Skip every picture. Print each line from the one containing "Find the location of a" through the end of the records below, word for word.

**** The data

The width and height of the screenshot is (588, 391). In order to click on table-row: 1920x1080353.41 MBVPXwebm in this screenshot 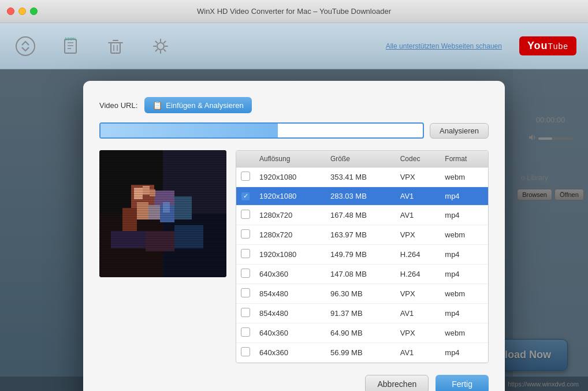, I will do `click(362, 177)`.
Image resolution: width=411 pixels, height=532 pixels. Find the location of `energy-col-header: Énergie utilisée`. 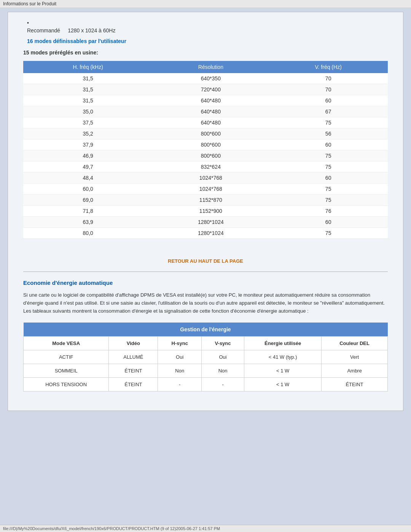

energy-col-header: Énergie utilisée is located at coordinates (283, 343).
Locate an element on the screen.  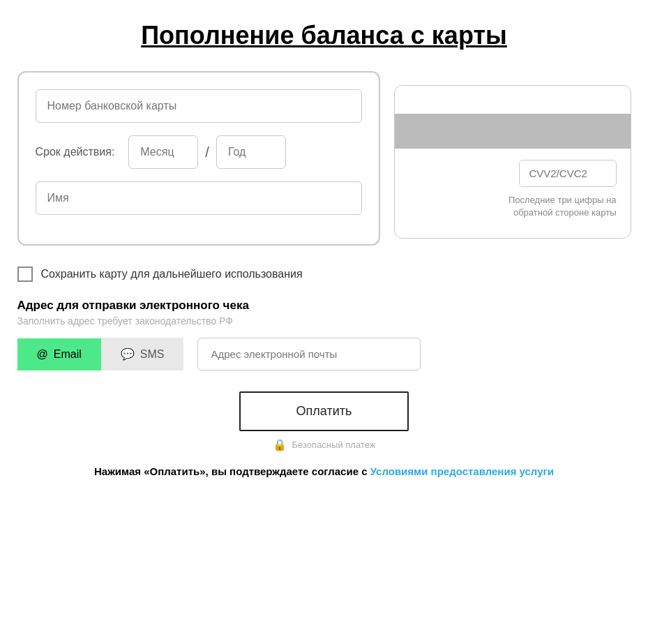
receipt-section: Адрес для отправки электронного чека Зап… is located at coordinates (324, 335).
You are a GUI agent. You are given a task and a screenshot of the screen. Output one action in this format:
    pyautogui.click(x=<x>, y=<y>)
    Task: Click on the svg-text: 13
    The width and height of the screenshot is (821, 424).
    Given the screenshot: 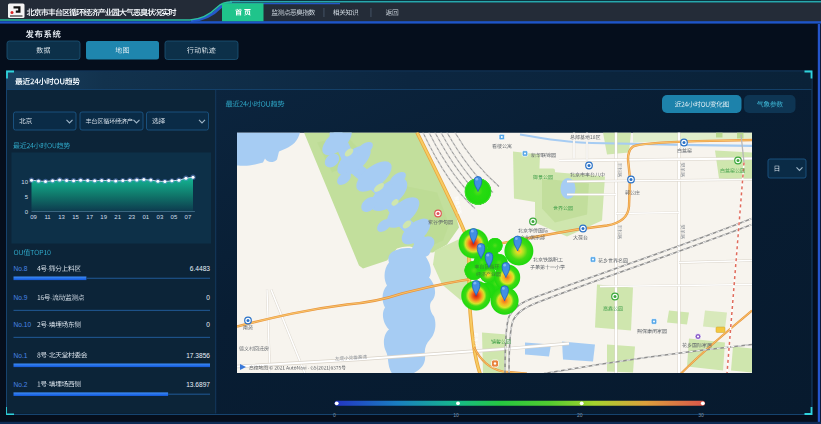 What is the action you would take?
    pyautogui.click(x=62, y=217)
    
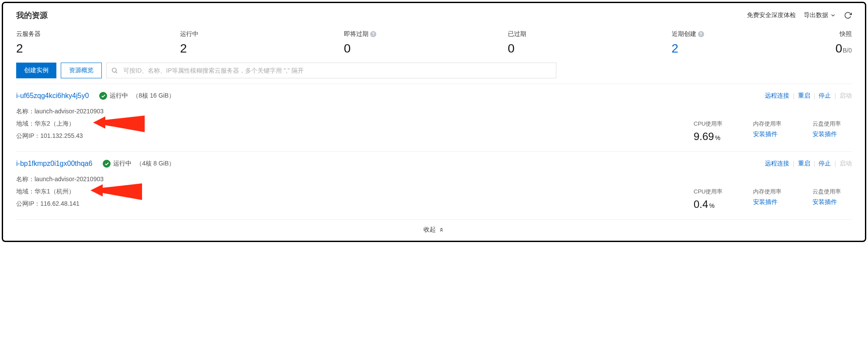 The image size is (868, 344). What do you see at coordinates (590, 42) in the screenshot?
I see `stat-expired: 已过期 0` at bounding box center [590, 42].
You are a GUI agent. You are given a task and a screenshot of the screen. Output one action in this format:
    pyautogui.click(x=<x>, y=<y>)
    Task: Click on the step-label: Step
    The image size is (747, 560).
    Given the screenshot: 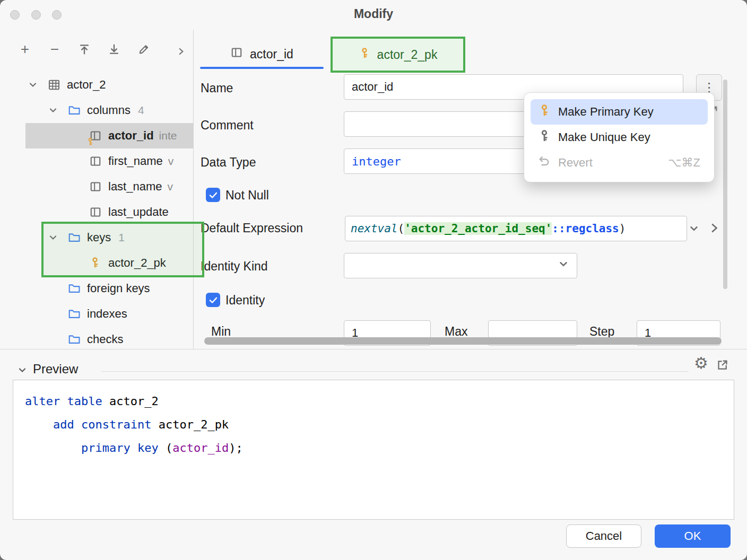 What is the action you would take?
    pyautogui.click(x=602, y=332)
    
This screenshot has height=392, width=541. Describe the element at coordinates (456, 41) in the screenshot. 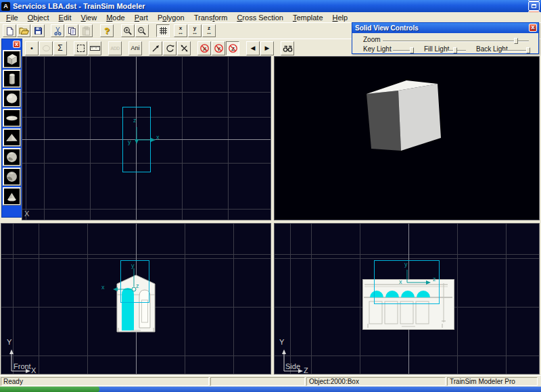

I see `zoom-slider-track` at that location.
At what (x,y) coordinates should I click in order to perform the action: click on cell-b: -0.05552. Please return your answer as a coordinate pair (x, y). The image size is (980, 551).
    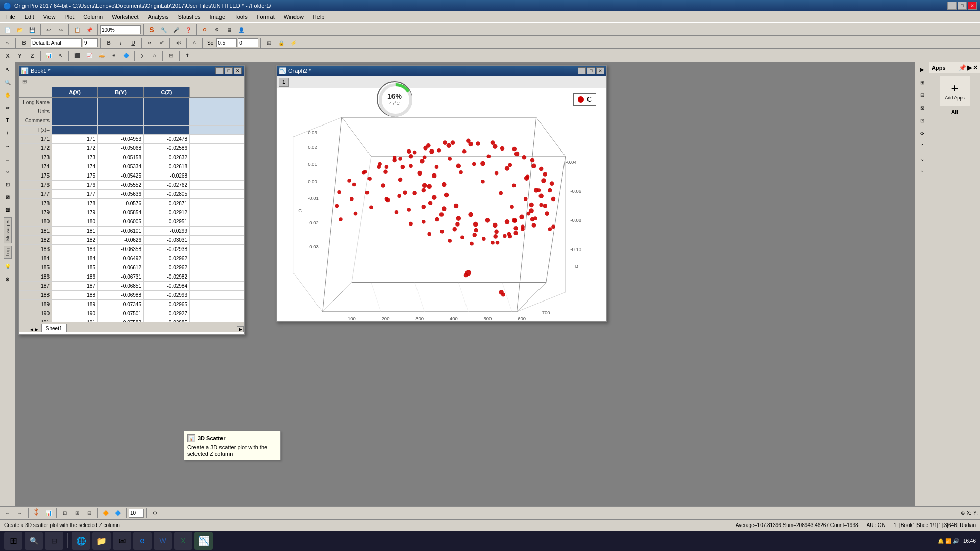
    Looking at the image, I should click on (121, 185).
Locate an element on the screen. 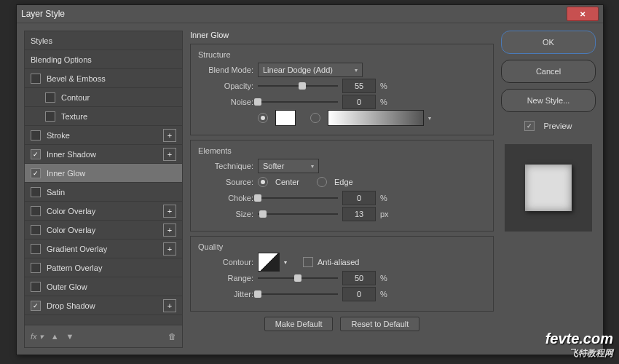 The image size is (619, 364). style-label: Pattern Overlay is located at coordinates (74, 268).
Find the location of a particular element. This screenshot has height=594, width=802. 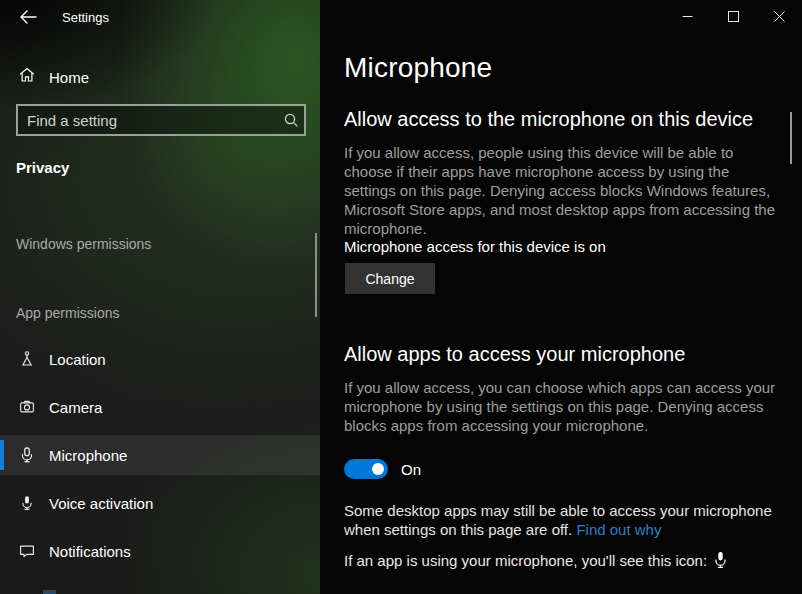

change-button: Change is located at coordinates (390, 278).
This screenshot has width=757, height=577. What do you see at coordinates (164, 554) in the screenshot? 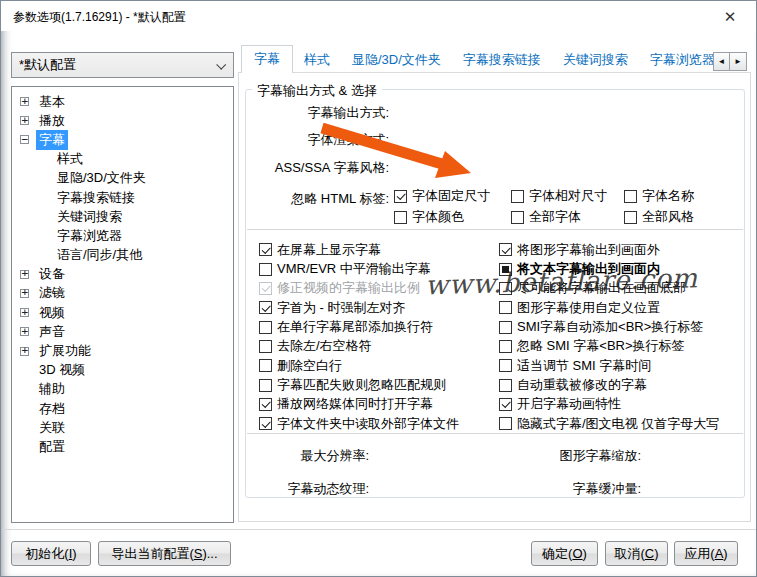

********

* _Result for this exercise_
Find the location of a particular element. This screenshot has height=594, width=802. 

change-button: Change is located at coordinates (390, 278).
This screenshot has width=757, height=577. What do you see at coordinates (164, 554) in the screenshot? 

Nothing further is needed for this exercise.